The Command Post
2004 US Presidential Election
January 25, 2004
| The Politics/Comedy Connection

LACONIA, NH - To show how fine a line there is between politics and comedy, Comedy Central’s ‘The Daily Show’, hosted by Jon Stewart, is in New Hampshire for its second straight New Hampshire Primary. In this article from the New Hampshire Sunday News (Manchester, NH), we get a peek at how The Daily Show’s reporters have gone from being unknown to “command[ing] a respect among media types and politicians alike…”

Witness the lineup for last night’s “town hall” media panel discussion, hosted by Comedy Central at the Center of New Hampshire in Manchester: NBC anchorman Tom Brokaw; Joe Klein, a senior writer for Time magazine and author of “Primary Colors”; former Ambassador Carol Moseley Braun, who recently dropped her Presidential bid — and New Hampshire’s junior senator, John Sununu.

[…]

Sununu said after he got the call from Comedy Central asking if he would participate, he had a long talk with Stewart “and that was all the convincing I needed.”

“He’s got the funniest satire on television right now,” Sununu said. As for the panel, he said, “I think their goal is to actually delve into, in a light-hearted way, some of the questions about the way the media covers politics.”

Not to be outdone, Union Leader/NH Sunday News columnist John Clayton also takes a look at the “coupling of politics and comedy.”

Anyway, what other politician [Bob Dole] — upon spotting Presidents Jimmy Carter, Gerald Ford and Richard Nixon standing in a row — would have the temerity to crack, “There they are. See no evil, hear no evil and. . . evil.”

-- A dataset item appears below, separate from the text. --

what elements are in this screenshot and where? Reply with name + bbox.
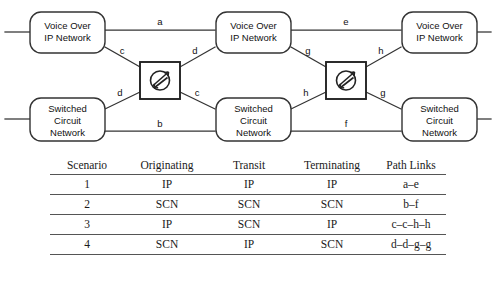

Maybe losing inspires humor.

Consider another failed, two-time Presidential candidate, Adlai Stevenson. While running for office against Gen. Dwight D. Eisenhower, Stevenson once delivered a moving stump speech that prompted a supporter to assure the Illinois governor he would have “the support of all thinking Americans.”

“Not enough,” Stevenson replied. “I’m going to need a majority.”

And so it goes.

To give a better idea of how deeply entrenched the politics/comedy connections are, the New Hampshire Sunday News ran a picture on page 3 of a sign outside the Hancock, New Hampshire Fire Department that states:

“Just vote for one of ‘em, then they will all go away!”